Waste from local homes and businesses will be transformed into sustainable biomethane to power heavy goods vehicles following a successful application for funding by UK consortium Advanced Plasma Power (APP). The waste to energy and fuels company has been awarded £11m (USD 17m) in government funding to develop and build the first-ever plant of its kind in Swindon, 70 kms east of London.
The grant has been awarded to APP and its partners National Grid, clean energy firm Progressive Energy, and CNG Services, a company which provides gas for use in vehicles, as part of a Department for Transport (DfT) programme to develop and commercialise the technologies required to decarbonise the transport sector.
John Baldwin, Managing Director of CNG Services, said: “A high proportion of waste is not suitable for anaerobic digestion; the APP gasification pathway means that this waste will be able to be used as a vehicle fuel, with sufficient resource for all UK trucks to move from diesel to Bio-CNG. As such, this project is hugely significant in the journey to decarbonise transport by 2050.”
Transport Minister, Andrew Jones, agrees: “Biofuels have an important role to play in keeping Britain moving forward in a sustainable and environmentally-friendly way. Advanced biofuels have the potential to save at least 60% of the greenhouse gas emissions from the equivalent fossil fuel. Swindon’s successful bid shows how the government is investing in transport and making better, clean journeys.”
The consortium has been working together over the last five years on a project to produce a renewable natural gas made from waste that can be pumped into the UK’s gas pipeline network which provides an excellent means of distributing the fuel to where it is needed. APP says the new plant in Swindon will be the first of its kind in the world, taking residual waste – the UK’s largest sustainable source of biomass – and converting it into compressed biomethane, using APP’s pioneering Gasplasma® technology. Enough fuel will be produced for 75 heavy goods vehicles, equivalent to all of the buses currently operating in Swindon.
Rolf Stein, CEO of Advanced Plasma Power, said: “The grant highlights the important role our technology can play in producing clean biofuels from waste on a local basis, so as to help reduce the greenhouse gas emissions from both the waste management as well as transport sectors without the requirement to give over large swathes of land to growing energy crops. From an economic, environmental and social perspective it presents a real triple win.
“Our state-of-the-art process can unlock the enormous value of residual waste as a resource and provides a cost-effective means of converting such waste to fuels such as bio-methane. Our expectation is that this plant will lead the way to a new generation of ultimate recycling facilities both in the UK and around the world.”
David Parkin, Director of Network Strategy at National Grid, also commented: “We believe that the use of renewable gas as a fuel in the transport sector will play a significant role in reducing greenhouse gas emissions in the future. The benefits of using household waste to create fuel for HGVs and buses is clear; lower emissions, quieter engine noise and favourable fuel prices.”
Biomethane can be used interchangeably with natural gas in heavy goods vehicles and is significantly less carbon-intensive and less polluting than diesel. It has the potential to cut transport carbon emissions by up to 96 per cent.
Construction of the plant will begin in 2016 and the consortium has already found local customers for the product and suppliers for the feedstock. The post-recycling residual waste will be provided by a local source, and the gas produced will be used by local haulage company, Howard Tenens, and consortium partner CNG Services.
The use of gas as a transport fuel is growing in the UK. John Lewis already uses it for some heavy goods vehicles, whilst some bus services operated in Reading and Sunderland also run on the fuel.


● **Problem details**
Please retype every entry, keeping each one exactly as written.

● **Supplied material**
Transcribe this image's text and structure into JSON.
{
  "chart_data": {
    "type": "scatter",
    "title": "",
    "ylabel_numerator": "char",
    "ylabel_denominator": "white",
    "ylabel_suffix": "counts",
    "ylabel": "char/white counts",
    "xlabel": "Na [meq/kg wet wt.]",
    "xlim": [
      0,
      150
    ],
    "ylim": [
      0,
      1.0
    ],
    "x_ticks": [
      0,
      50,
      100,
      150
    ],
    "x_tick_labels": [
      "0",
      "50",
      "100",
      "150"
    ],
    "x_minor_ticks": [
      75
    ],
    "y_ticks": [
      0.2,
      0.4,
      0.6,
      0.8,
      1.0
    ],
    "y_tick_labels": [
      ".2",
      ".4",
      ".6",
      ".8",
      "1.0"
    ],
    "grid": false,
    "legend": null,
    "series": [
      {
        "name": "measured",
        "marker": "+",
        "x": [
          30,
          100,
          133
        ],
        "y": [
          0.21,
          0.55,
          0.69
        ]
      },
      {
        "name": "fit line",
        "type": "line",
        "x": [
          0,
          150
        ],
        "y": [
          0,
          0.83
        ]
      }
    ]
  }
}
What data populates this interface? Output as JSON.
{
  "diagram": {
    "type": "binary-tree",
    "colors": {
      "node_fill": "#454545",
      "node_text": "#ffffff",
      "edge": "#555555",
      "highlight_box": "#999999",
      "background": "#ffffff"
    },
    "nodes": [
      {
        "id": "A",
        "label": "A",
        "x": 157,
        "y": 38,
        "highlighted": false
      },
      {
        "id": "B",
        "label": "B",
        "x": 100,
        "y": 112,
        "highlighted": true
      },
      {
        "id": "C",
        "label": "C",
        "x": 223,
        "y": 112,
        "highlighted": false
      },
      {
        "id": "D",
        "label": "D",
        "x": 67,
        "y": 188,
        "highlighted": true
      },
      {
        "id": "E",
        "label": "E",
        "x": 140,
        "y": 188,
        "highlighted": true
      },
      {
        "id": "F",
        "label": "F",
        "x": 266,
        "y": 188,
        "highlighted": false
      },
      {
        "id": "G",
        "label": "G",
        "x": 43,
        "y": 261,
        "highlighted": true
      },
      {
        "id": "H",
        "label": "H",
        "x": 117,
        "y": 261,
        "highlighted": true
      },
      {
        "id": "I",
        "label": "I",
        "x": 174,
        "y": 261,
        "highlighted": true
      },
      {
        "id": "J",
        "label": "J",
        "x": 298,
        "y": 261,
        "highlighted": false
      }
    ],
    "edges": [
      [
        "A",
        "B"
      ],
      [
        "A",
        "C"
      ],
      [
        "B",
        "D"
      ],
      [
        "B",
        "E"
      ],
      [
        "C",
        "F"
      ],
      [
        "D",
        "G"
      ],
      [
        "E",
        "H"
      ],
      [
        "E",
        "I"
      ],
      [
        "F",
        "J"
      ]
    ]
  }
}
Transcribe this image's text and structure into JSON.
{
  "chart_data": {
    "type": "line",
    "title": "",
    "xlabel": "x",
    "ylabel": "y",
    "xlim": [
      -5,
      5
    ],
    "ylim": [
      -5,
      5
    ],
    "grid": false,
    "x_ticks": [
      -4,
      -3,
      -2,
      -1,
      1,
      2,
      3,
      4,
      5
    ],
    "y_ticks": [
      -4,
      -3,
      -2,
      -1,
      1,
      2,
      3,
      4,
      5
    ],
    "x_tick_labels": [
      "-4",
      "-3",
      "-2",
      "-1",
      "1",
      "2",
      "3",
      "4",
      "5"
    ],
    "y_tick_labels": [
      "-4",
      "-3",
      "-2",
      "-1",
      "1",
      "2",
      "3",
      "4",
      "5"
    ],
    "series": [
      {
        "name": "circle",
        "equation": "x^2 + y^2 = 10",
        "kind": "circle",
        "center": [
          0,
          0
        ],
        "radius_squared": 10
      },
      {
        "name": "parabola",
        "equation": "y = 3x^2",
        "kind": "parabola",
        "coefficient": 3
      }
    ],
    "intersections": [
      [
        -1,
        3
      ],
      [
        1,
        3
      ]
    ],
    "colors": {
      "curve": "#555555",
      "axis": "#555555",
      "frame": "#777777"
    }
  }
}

● **Solved exercise**
Transcribe this image's text and structure into JSON.
{
  "chart_data": {
    "type": "scatter",
    "title": "",
    "ylabel_numerator": "char",
    "ylabel_denominator": "white",
    "ylabel_suffix": "counts",
    "ylabel": "char/white counts",
    "xlabel": "Na [meq/kg wet wt.]",
    "xlim": [
      0,
      150
    ],
    "ylim": [
      0,
      1.0
    ],
    "x_ticks": [
      0,
      50,
      100,
      150
    ],
    "x_tick_labels": [
      "0",
      "50",
      "100",
      "150"
    ],
    "x_minor_ticks": [
      75
    ],
    "y_ticks": [
      0.2,
      0.4,
      0.6,
      0.8,
      1.0
    ],
    "y_tick_labels": [
      ".2",
      ".4",
      ".6",
      ".8",
      "1.0"
    ],
    "grid": false,
    "legend": null,
    "series": [
      {
        "name": "measured",
        "marker": "+",
        "x": [
          30,
          100,
          133
        ],
        "y": [
          0.21,
          0.55,
          0.69
        ]
      },
      {
        "name": "fit line",
        "type": "line",
        "x": [
          0,
          150
        ],
        "y": [
          0,
          0.83
        ]
      }
    ]
  }
}
What data populates this interface? Output as JSON.
{
  "diagram": {
    "type": "binary-tree",
    "colors": {
      "node_fill": "#454545",
      "node_text": "#ffffff",
      "edge": "#555555",
      "highlight_box": "#999999",
      "background": "#ffffff"
    },
    "nodes": [
      {
        "id": "A",
        "label": "A",
        "x": 157,
        "y": 38,
        "highlighted": false
      },
      {
        "id": "B",
        "label": "B",
        "x": 100,
        "y": 112,
        "highlighted": true
      },
      {
        "id": "C",
        "label": "C",
        "x": 223,
        "y": 112,
        "highlighted": false
      },
      {
        "id": "D",
        "label": "D",
        "x": 67,
        "y": 188,
        "highlighted": true
      },
      {
        "id": "E",
        "label": "E",
        "x": 140,
        "y": 188,
        "highlighted": true
      },
      {
        "id": "F",
        "label": "F",
        "x": 266,
        "y": 188,
        "highlighted": false
      },
      {
        "id": "G",
        "label": "G",
        "x": 43,
        "y": 261,
        "highlighted": true
      },
      {
        "id": "H",
        "label": "H",
        "x": 117,
        "y": 261,
        "highlighted": true
      },
      {
        "id": "I",
        "label": "I",
        "x": 174,
        "y": 261,
        "highlighted": true
      },
      {
        "id": "J",
        "label": "J",
        "x": 298,
        "y": 261,
        "highlighted": false
      }
    ],
    "edges": [
      [
        "A",
        "B"
      ],
      [
        "A",
        "C"
      ],
      [
        "B",
        "D"
      ],
      [
        "B",
        "E"
      ],
      [
        "C",
        "F"
      ],
      [
        "D",
        "G"
      ],
      [
        "E",
        "H"
      ],
      [
        "E",
        "I"
      ],
      [
        "F",
        "J"
      ]
    ]
  }
}
Transcribe this image's text and structure into JSON.
{
  "chart_data": {
    "type": "line",
    "title": "",
    "xlabel": "x",
    "ylabel": "y",
    "xlim": [
      -5,
      5
    ],
    "ylim": [
      -5,
      5
    ],
    "grid": false,
    "x_ticks": [
      -4,
      -3,
      -2,
      -1,
      1,
      2,
      3,
      4,
      5
    ],
    "y_ticks": [
      -4,
      -3,
      -2,
      -1,
      1,
      2,
      3,
      4,
      5
    ],
    "x_tick_labels": [
      "-4",
      "-3",
      "-2",
      "-1",
      "1",
      "2",
      "3",
      "4",
      "5"
    ],
    "y_tick_labels": [
      "-4",
      "-3",
      "-2",
      "-1",
      "1",
      "2",
      "3",
      "4",
      "5"
    ],
    "series": [
      {
        "name": "circle",
        "equation": "x^2 + y^2 = 10",
        "kind": "circle",
        "center": [
          0,
          0
        ],
        "radius_squared": 10
      },
      {
        "name": "parabola",
        "equation": "y = 3x^2",
        "kind": "parabola",
        "coefficient": 3
      }
    ],
    "intersections": [
      [
        -1,
        3
      ],
      [
        1,
        3
      ]
    ],
    "colors": {
      "curve": "#555555",
      "axis": "#555555",
      "frame": "#777777"
    }
  }
}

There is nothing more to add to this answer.